The European Medicines Agency (EMA) has updated the terms of reference for the Pediatric Cluster, a confidential forum where six regulatory agencies discuss scientific and ethical issues related to pediatric medicinal product development. The document, last updated in June 2026 and published on 17 July 2026, formalises cooperation between EMA, the US Food and Drug Administration (FDA), Health Canada, Japan's Pharmaceuticals and Medical Devices Agency (PMDA), Swissmedic, and Australia's Therapeutic Goods Administration (TGA). The cluster aims to avoid unnecessary or duplicative paediatric trials by facilitating the exchange of information on development programs such as Pediatric Investigation Plans (PIPs) and Pediatric Study Plans (PSPs).

The updated terms of reference, initially drafted in June 2007, reaffirm the agencies' commitment to the ICH E11 guideline, which states that paediatric patients should receive medicines appropriately evaluated for their use. The document outlines objectives including regular exchange of scientific and ethical information, encouraging globally compatible paediatric development, understanding divergences in regulatory opinions, discussing post-marketing safety monitoring, and informing participants of relevant scientific meetings. The scope covers product classes and product-specific development throughout the regulatory lifecycle, addressing issues such as conditions for study, deferrals, dosing, endpoints, ethics, extrapolation, formulations, modelling, nonclinical aspects, patient population, safety, study design, and waivers.

The cluster operates under confidentiality commitments between the agencies, ensuring that children's rights, safety, well-being, and dignity are protected in clinical research. By coordinating regulatory approaches, the forum seeks to reduce the burden on paediatric patients and sponsors while maintaining high scientific and ethical standards. The updated terms of reference reflect ongoing efforts to harmonise paediatric drug development across major regulatory jurisdictions.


=== Directions ===
Everything in the data except the pictures belongs in your answer, copied exactly.
[Start of Attachment]
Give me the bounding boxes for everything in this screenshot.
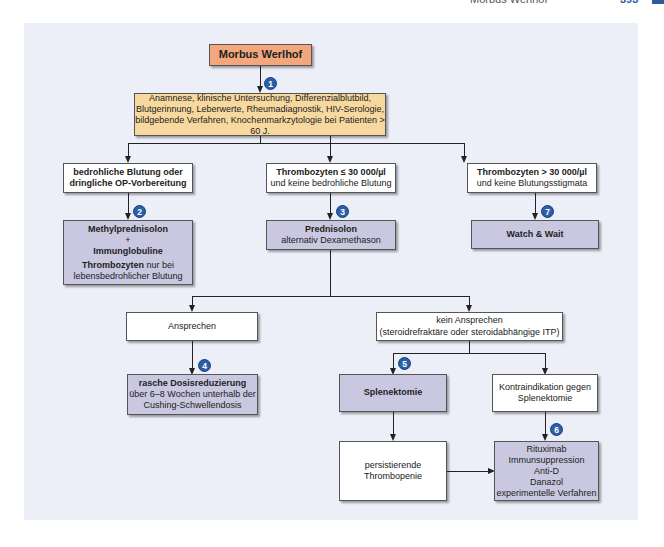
connector bbox=[260, 136, 261, 143]
arrow-head bbox=[542, 434, 548, 441]
diagnostics-line: Anamnese, klinische Untersuchung, Differ… bbox=[149, 93, 371, 104]
arrow-head bbox=[390, 434, 396, 441]
arrow-head bbox=[532, 213, 538, 220]
therapy-line: nur bei bbox=[144, 260, 174, 270]
condition-line: und keine Blutungsstigmata bbox=[477, 178, 588, 190]
connector bbox=[393, 353, 394, 369]
diagnostics-line: Blutgerinnung, Leberwerte, Rheumadiagnos… bbox=[136, 104, 384, 115]
page-number: 393 bbox=[620, 0, 638, 5]
connector bbox=[447, 471, 489, 472]
root-box: Morbus Werlhof bbox=[209, 44, 312, 66]
contraindication-box: Kontraindikation gegen Splenektomie bbox=[492, 374, 598, 412]
connector bbox=[128, 143, 464, 144]
step-badge-7: 7 bbox=[541, 205, 554, 218]
connector bbox=[330, 250, 331, 296]
arrow-head bbox=[125, 156, 131, 163]
step-badge-4: 4 bbox=[198, 359, 211, 372]
therapy-line: Prednisolon bbox=[305, 224, 357, 236]
dose-line: über 6–8 Wochen unterhalb der bbox=[129, 389, 255, 400]
dose-line: Cushing-Schwellendosis bbox=[143, 400, 241, 411]
persistent-line: Thrombopenie bbox=[364, 471, 422, 483]
therapy-line-bold: Thrombozyten bbox=[82, 260, 144, 270]
connector bbox=[393, 353, 545, 354]
no-response-line: kein Ansprechen bbox=[436, 315, 503, 327]
condition-line: Thrombozyten > 30 000/µl bbox=[477, 167, 587, 179]
condition-line: bedrohliche Blutung oder bbox=[73, 167, 183, 179]
step-badge-2: 2 bbox=[133, 205, 146, 218]
condition-line: dringliche OP-Vorbereitung bbox=[70, 178, 187, 190]
connector bbox=[393, 412, 394, 435]
connector bbox=[545, 412, 546, 435]
diagnostics-line: bildgebende Verfahren, Knochenmarkzytolo… bbox=[135, 115, 385, 137]
second-line-item: Anti-D bbox=[534, 466, 559, 477]
connector bbox=[260, 66, 261, 86]
second-line-box: Rituximab Immunsuppression Anti-D Danazo… bbox=[494, 441, 599, 501]
page-marker bbox=[652, 0, 664, 4]
arrow-head bbox=[461, 156, 467, 163]
connector bbox=[192, 296, 469, 297]
therapy-label: Watch & Wait bbox=[507, 229, 564, 241]
therapy-line: lebensbedrohlicher Blutung bbox=[73, 271, 182, 282]
therapy-box-prednisolon: Prednisolon alternativ Dexamethason bbox=[266, 220, 396, 250]
condition-line: und keine bedrohliche Blutung bbox=[270, 178, 391, 190]
diagnostics-box: Anamnese, klinische Untersuchung, Differ… bbox=[134, 93, 386, 136]
arrow-head bbox=[327, 213, 333, 220]
no-response-line: (steroidrefraktäre oder steroidabhängige… bbox=[379, 327, 559, 339]
therapy-box-watch-wait: Watch & Wait bbox=[471, 220, 599, 249]
persistent-line: persistierende bbox=[365, 460, 422, 472]
arrow-head bbox=[125, 213, 131, 220]
connector bbox=[545, 353, 546, 369]
root-label: Morbus Werlhof bbox=[219, 49, 303, 61]
response-label: Ansprechen bbox=[168, 321, 216, 333]
step-badge-6: 6 bbox=[550, 423, 563, 436]
connector bbox=[128, 143, 129, 157]
therapy-box-methylprednisolon: Methylprednisolon + Immunglobuline Throm… bbox=[63, 220, 193, 285]
splenectomy-label: Splenektomie bbox=[364, 387, 423, 399]
step-badge-5: 5 bbox=[398, 357, 411, 370]
arrow-head bbox=[189, 305, 195, 312]
connector bbox=[192, 341, 193, 369]
second-line-item: Danazol bbox=[530, 477, 563, 488]
therapy-line: alternativ Dexamethason bbox=[281, 235, 381, 247]
therapy-plus: + bbox=[125, 235, 130, 246]
dose-line: rasche Dosisreduzierung bbox=[139, 378, 247, 389]
connector bbox=[330, 136, 331, 157]
splenectomy-box: Splenektomie bbox=[339, 374, 447, 412]
connector bbox=[535, 193, 536, 214]
condition-box-high-platelets: Thrombozyten > 30 000/µl und keine Blutu… bbox=[467, 163, 597, 193]
connector bbox=[464, 143, 465, 157]
second-line-item: Immunsuppression bbox=[508, 455, 584, 466]
therapy-line: Methylprednisolon bbox=[88, 224, 168, 235]
therapy-line: Immunglobuline bbox=[93, 246, 163, 257]
step-badge-1: 1 bbox=[264, 77, 277, 90]
connector bbox=[128, 193, 129, 214]
condition-box-bleeding: bedrohliche Blutung oder dringliche OP-V… bbox=[63, 163, 193, 193]
second-line-item: Rituximab bbox=[526, 444, 566, 455]
contraindication-line: Splenektomie bbox=[518, 393, 573, 405]
arrow-head bbox=[466, 305, 472, 312]
persistent-box: persistierende Thrombopenie bbox=[339, 441, 447, 501]
connector bbox=[469, 341, 470, 353]
condition-line: Thrombozyten ≤ 30 000/µl bbox=[276, 167, 386, 179]
dose-reduction-box: rasche Dosisreduzierung über 6–8 Wochen … bbox=[127, 374, 258, 415]
contraindication-line: Kontraindikation gegen bbox=[499, 382, 591, 394]
response-box: Ansprechen bbox=[126, 312, 258, 341]
running-title: Morbus Werlhof bbox=[470, 0, 547, 5]
connector bbox=[330, 193, 331, 214]
step-badge-3: 3 bbox=[336, 205, 349, 218]
condition-box-low-platelets: Thrombozyten ≤ 30 000/µl und keine bedro… bbox=[266, 163, 396, 193]
second-line-item: experimentelle Verfahren bbox=[496, 488, 596, 499]
arrow-head bbox=[327, 156, 333, 163]
no-response-box: kein Ansprechen (steroidrefraktäre oder … bbox=[376, 312, 563, 341]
[End of Attachment]
=== Exercise result ===
Give me the bounding boxes for everything in this screenshot.
connector bbox=[260, 136, 261, 143]
arrow-head bbox=[542, 434, 548, 441]
diagnostics-line: Anamnese, klinische Untersuchung, Differ… bbox=[149, 93, 371, 104]
arrow-head bbox=[390, 434, 396, 441]
arrow-head bbox=[532, 213, 538, 220]
therapy-line: nur bei bbox=[144, 260, 174, 270]
condition-line: und keine Blutungsstigmata bbox=[477, 178, 588, 190]
connector bbox=[393, 353, 394, 369]
diagnostics-line: Blutgerinnung, Leberwerte, Rheumadiagnos… bbox=[136, 104, 384, 115]
page-number: 393 bbox=[620, 0, 638, 5]
connector bbox=[447, 471, 489, 472]
root-box: Morbus Werlhof bbox=[209, 44, 312, 66]
contraindication-box: Kontraindikation gegen Splenektomie bbox=[492, 374, 598, 412]
connector bbox=[128, 143, 464, 144]
step-badge-7: 7 bbox=[541, 205, 554, 218]
connector bbox=[330, 250, 331, 296]
arrow-head bbox=[125, 156, 131, 163]
step-badge-4: 4 bbox=[198, 359, 211, 372]
therapy-line: Prednisolon bbox=[305, 224, 357, 236]
dose-line: über 6–8 Wochen unterhalb der bbox=[129, 389, 255, 400]
dose-line: Cushing-Schwellendosis bbox=[143, 400, 241, 411]
persistent-line: Thrombopenie bbox=[364, 471, 422, 483]
therapy-line-bold: Thrombozyten bbox=[82, 260, 144, 270]
connector bbox=[393, 353, 545, 354]
no-response-line: kein Ansprechen bbox=[436, 315, 503, 327]
condition-line: Thrombozyten > 30 000/µl bbox=[477, 167, 587, 179]
condition-line: bedrohliche Blutung oder bbox=[73, 167, 183, 179]
step-badge-2: 2 bbox=[133, 205, 146, 218]
condition-line: dringliche OP-Vorbereitung bbox=[70, 178, 187, 190]
connector bbox=[393, 412, 394, 435]
connector bbox=[545, 412, 546, 435]
diagnostics-line: bildgebende Verfahren, Knochenmarkzytolo… bbox=[135, 115, 385, 137]
second-line-item: Anti-D bbox=[534, 466, 559, 477]
connector bbox=[260, 66, 261, 86]
second-line-box: Rituximab Immunsuppression Anti-D Danazo… bbox=[494, 441, 599, 501]
page-marker bbox=[652, 0, 664, 4]
arrow-head bbox=[461, 156, 467, 163]
connector bbox=[192, 296, 469, 297]
therapy-label: Watch & Wait bbox=[507, 229, 564, 241]
therapy-line: lebensbedrohlicher Blutung bbox=[73, 271, 182, 282]
therapy-box-prednisolon: Prednisolon alternativ Dexamethason bbox=[266, 220, 396, 250]
condition-line: und keine bedrohliche Blutung bbox=[270, 178, 391, 190]
diagnostics-box: Anamnese, klinische Untersuchung, Differ… bbox=[134, 93, 386, 136]
arrow-head bbox=[327, 213, 333, 220]
no-response-line: (steroidrefraktäre oder steroidabhängige… bbox=[379, 327, 559, 339]
therapy-box-watch-wait: Watch & Wait bbox=[471, 220, 599, 249]
persistent-line: persistierende bbox=[365, 460, 422, 472]
arrow-head bbox=[125, 213, 131, 220]
connector bbox=[545, 353, 546, 369]
root-label: Morbus Werlhof bbox=[219, 49, 303, 61]
response-label: Ansprechen bbox=[168, 321, 216, 333]
step-badge-6: 6 bbox=[550, 423, 563, 436]
connector bbox=[128, 143, 129, 157]
therapy-box-methylprednisolon: Methylprednisolon + Immunglobuline Throm… bbox=[63, 220, 193, 285]
splenectomy-label: Splenektomie bbox=[364, 387, 423, 399]
step-badge-5: 5 bbox=[398, 357, 411, 370]
arrow-head bbox=[189, 305, 195, 312]
connector bbox=[192, 341, 193, 369]
second-line-item: Danazol bbox=[530, 477, 563, 488]
therapy-line: alternativ Dexamethason bbox=[281, 235, 381, 247]
therapy-plus: + bbox=[125, 235, 130, 246]
dose-line: rasche Dosisreduzierung bbox=[139, 378, 247, 389]
connector bbox=[330, 136, 331, 157]
splenectomy-box: Splenektomie bbox=[339, 374, 447, 412]
connector bbox=[535, 193, 536, 214]
condition-box-high-platelets: Thrombozyten > 30 000/µl und keine Blutu… bbox=[467, 163, 597, 193]
connector bbox=[464, 143, 465, 157]
second-line-item: Immunsuppression bbox=[508, 455, 584, 466]
therapy-line: Methylprednisolon bbox=[88, 224, 168, 235]
therapy-line: Immunglobuline bbox=[93, 246, 163, 257]
step-badge-1: 1 bbox=[264, 77, 277, 90]
connector bbox=[128, 193, 129, 214]
condition-box-bleeding: bedrohliche Blutung oder dringliche OP-V… bbox=[63, 163, 193, 193]
second-line-item: Rituximab bbox=[526, 444, 566, 455]
contraindication-line: Splenektomie bbox=[518, 393, 573, 405]
arrow-head bbox=[466, 305, 472, 312]
persistent-box: persistierende Thrombopenie bbox=[339, 441, 447, 501]
connector bbox=[469, 341, 470, 353]
condition-line: Thrombozyten ≤ 30 000/µl bbox=[276, 167, 386, 179]
dose-reduction-box: rasche Dosisreduzierung über 6–8 Wochen … bbox=[127, 374, 258, 415]
contraindication-line: Kontraindikation gegen bbox=[499, 382, 591, 394]
response-box: Ansprechen bbox=[126, 312, 258, 341]
running-title: Morbus Werlhof bbox=[470, 0, 547, 5]
connector bbox=[330, 193, 331, 214]
step-badge-3: 3 bbox=[336, 205, 349, 218]
condition-box-low-platelets: Thrombozyten ≤ 30 000/µl und keine bedro… bbox=[266, 163, 396, 193]
second-line-item: experimentelle Verfahren bbox=[496, 488, 596, 499]
arrow-head bbox=[327, 156, 333, 163]
no-response-box: kein Ansprechen (steroidrefraktäre oder … bbox=[376, 312, 563, 341]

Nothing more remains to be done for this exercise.